The irony should not be lost the Crusades were now being launched against Christians as well as Muslims. The Popes now began using Crusades against against Christian heretics within the Western Church. Five Crusades were launched against the followers of John Huss between 1420 and 1431. These Catholic Crusades met with little success and were ultimately replaced by the Inquisition.
Reactions within Christianity
Many followed the pope’s call to arms as legitimate and in the service of God. However, over time the heavy taxation required to fund crusades decreased their mass popularity. Some voices within the Church were critical of the whole idea of crusades as contrary to the Gospel. Such criticisms of the Crusades were often linked to criticisms of Papal power and the immorality of the Crusaders.

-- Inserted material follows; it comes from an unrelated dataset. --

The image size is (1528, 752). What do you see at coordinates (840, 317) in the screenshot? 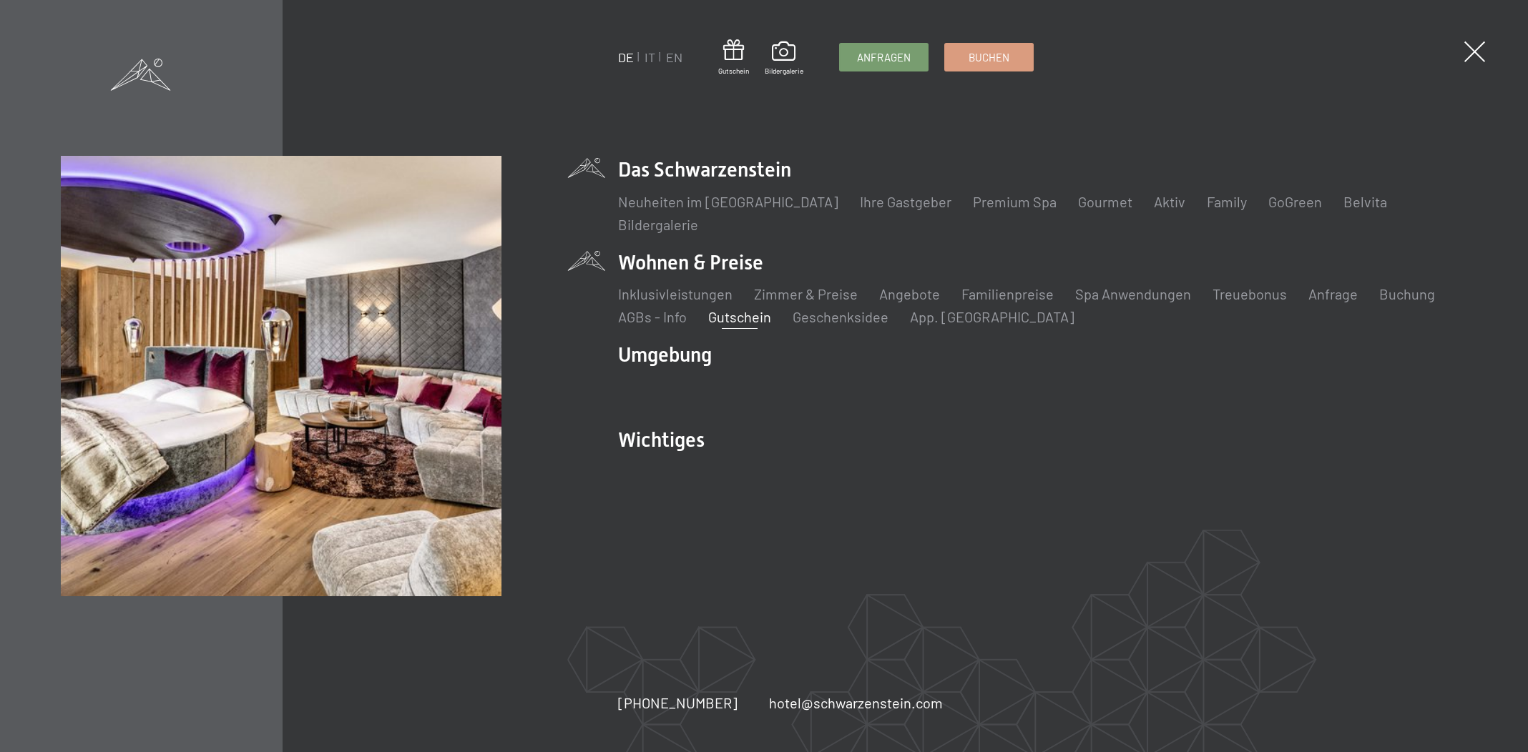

War as an expression of the Christian life was problematic for Christian theology as there was no such call in the NT. One of the most distinguished theologians of Germany in the twelfth century Gerhoh of Reichersberg (1093-1169) saw the failure of the second crusade as proof that it was not an undertaking of God but of the Anti-Christ. Ralph Niger (1140-1217) criticized the theological concept that the crusades were somehow punishing an injustice on behalf of God. God could do this Himself and maybe it was God’s will for the Muslims to rule Palestine? Killing in war as a means of penance was highly dubious theologically. The only way the Crusades might be orthodox is if they were a just war, but then the question had to be asked what was a Just War? In the 1260’s Roger Bacon argued that Crusading was counter-productive to the cause of converting Muslims. For the Papacy, the Crusade was a command of Christ through His representative the Pope and could not be questioned.

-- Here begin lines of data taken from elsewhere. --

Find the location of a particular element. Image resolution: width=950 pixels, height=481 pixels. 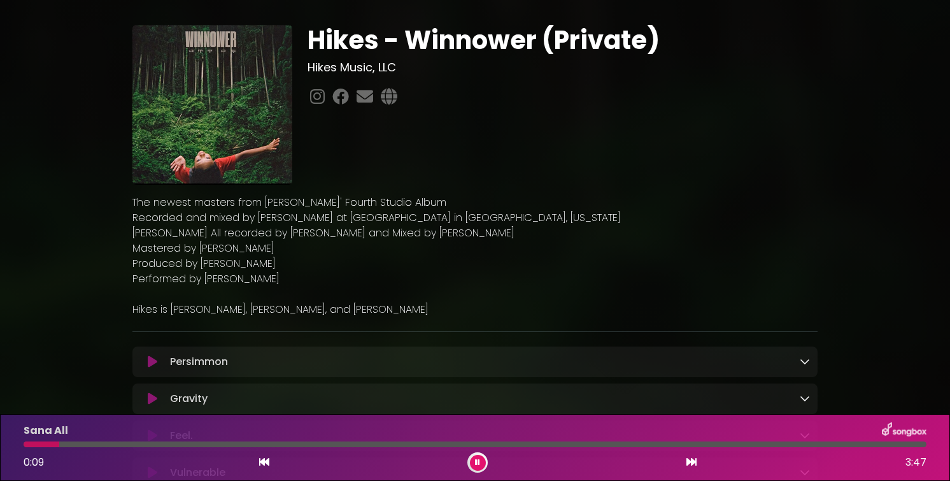

p: Persimmon is located at coordinates (199, 361).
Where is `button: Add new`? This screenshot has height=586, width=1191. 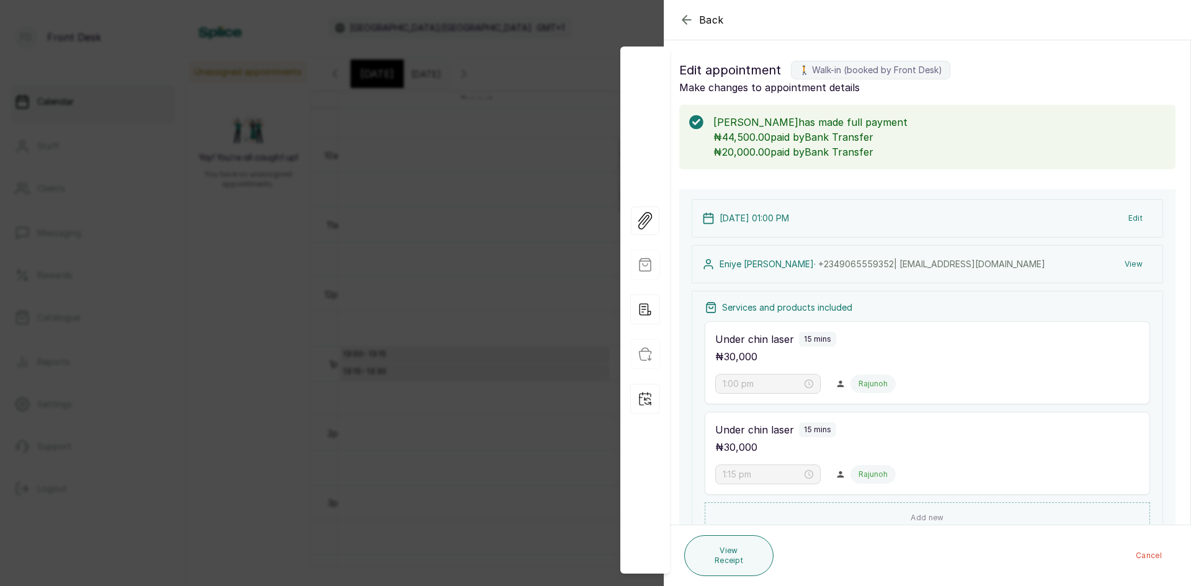
button: Add new is located at coordinates (927, 518).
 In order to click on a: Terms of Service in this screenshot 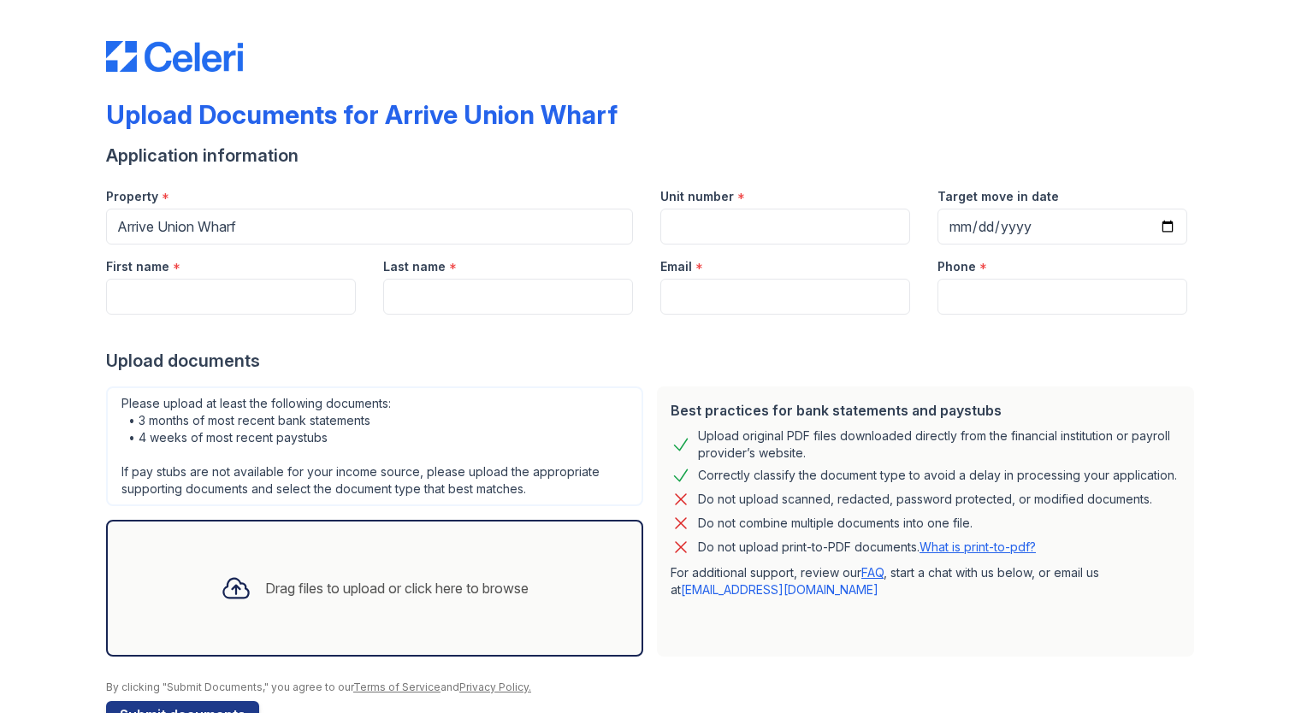, I will do `click(397, 687)`.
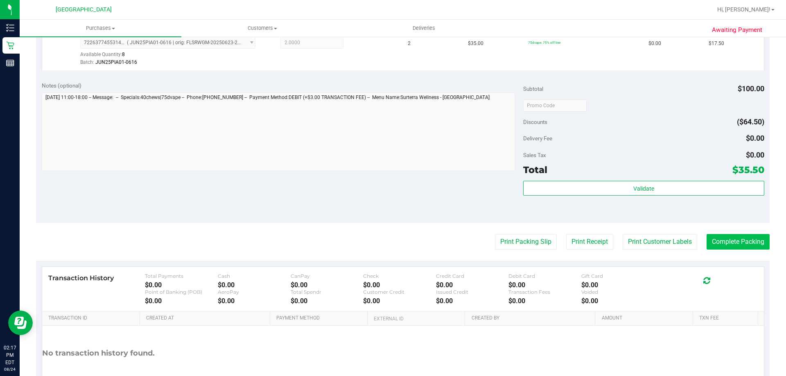 The height and width of the screenshot is (376, 786). Describe the element at coordinates (123, 54) in the screenshot. I see `span: 8` at that location.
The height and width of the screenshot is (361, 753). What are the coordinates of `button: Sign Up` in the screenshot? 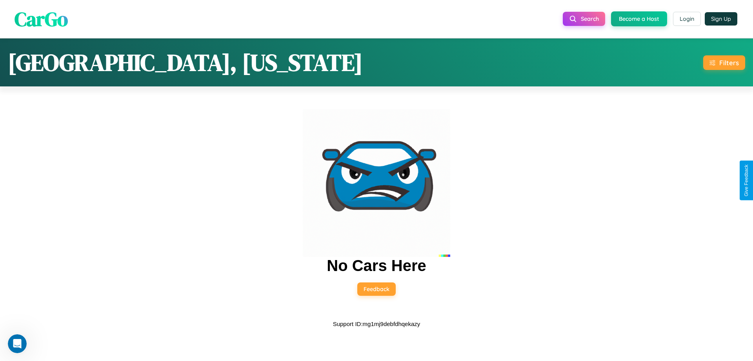 It's located at (721, 19).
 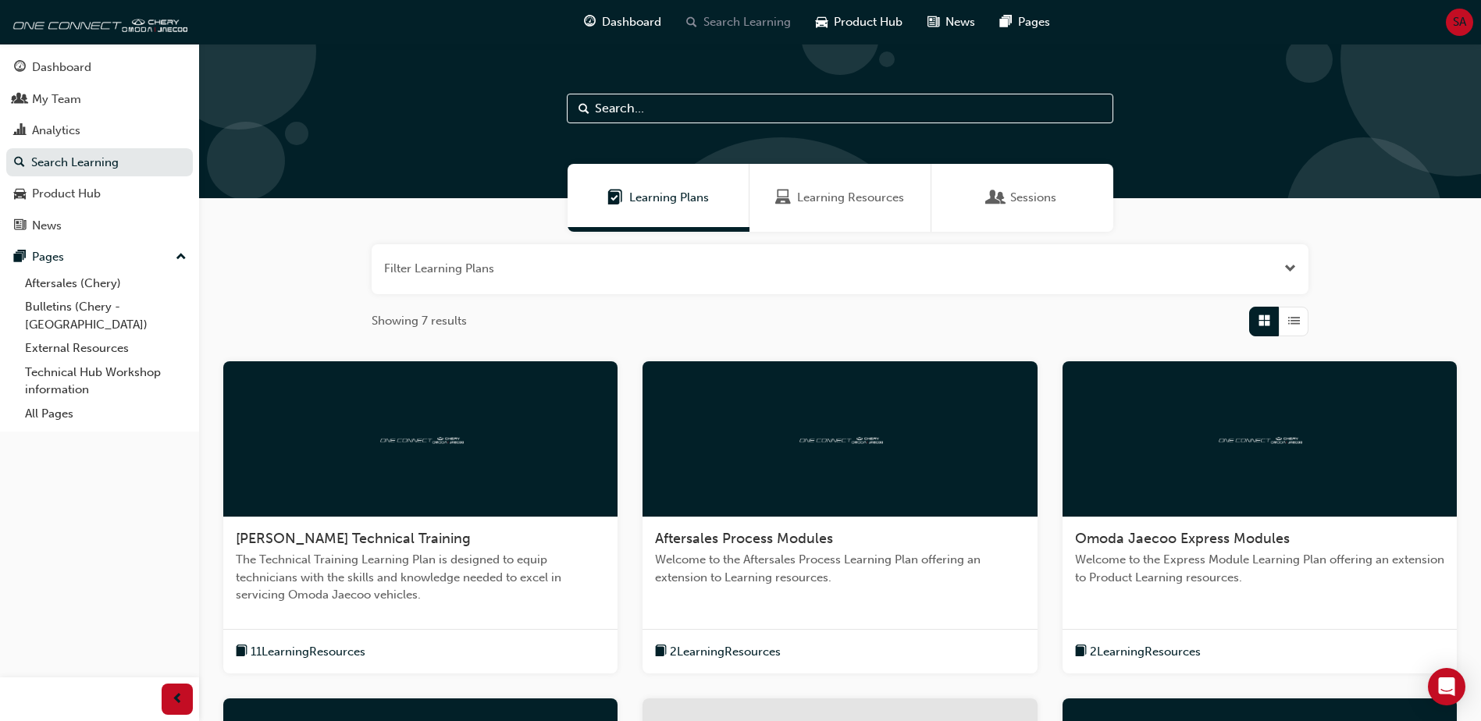 I want to click on button: DashboardMy TeamAnalyticsSearch LearningProduct HubNews, so click(x=99, y=146).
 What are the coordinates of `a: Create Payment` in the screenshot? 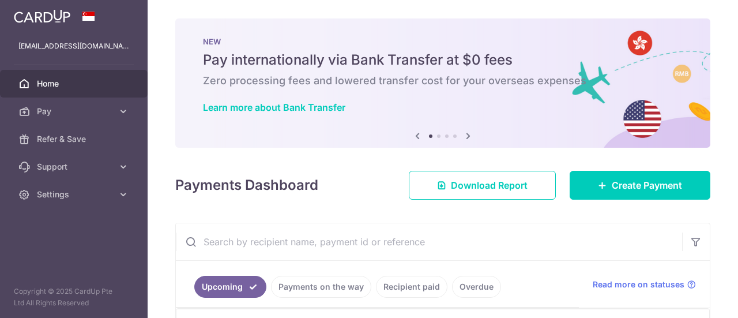 It's located at (640, 185).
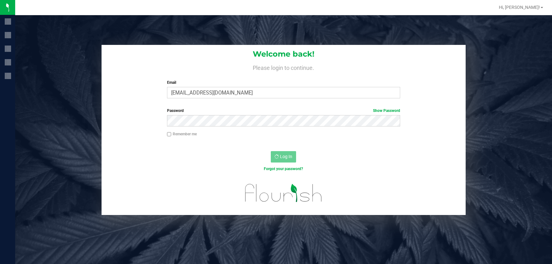 The image size is (552, 264). What do you see at coordinates (169, 134) in the screenshot?
I see `input: Remember me` at bounding box center [169, 134].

The Crusades were ultimately a political, theological and military failure – in 1453 Constantinople would fall to the Turks. The Holy Land was still under Muslim control, the Eastern Churches were left with bitter memories of the Latin Church’s intervention and temporary overthrow of Byzantine Christianity, and finally, the Western Church was left with many questions concerning the legitimacy of just war theory and the increasing power of the Papacy in the worlds of politics and theology.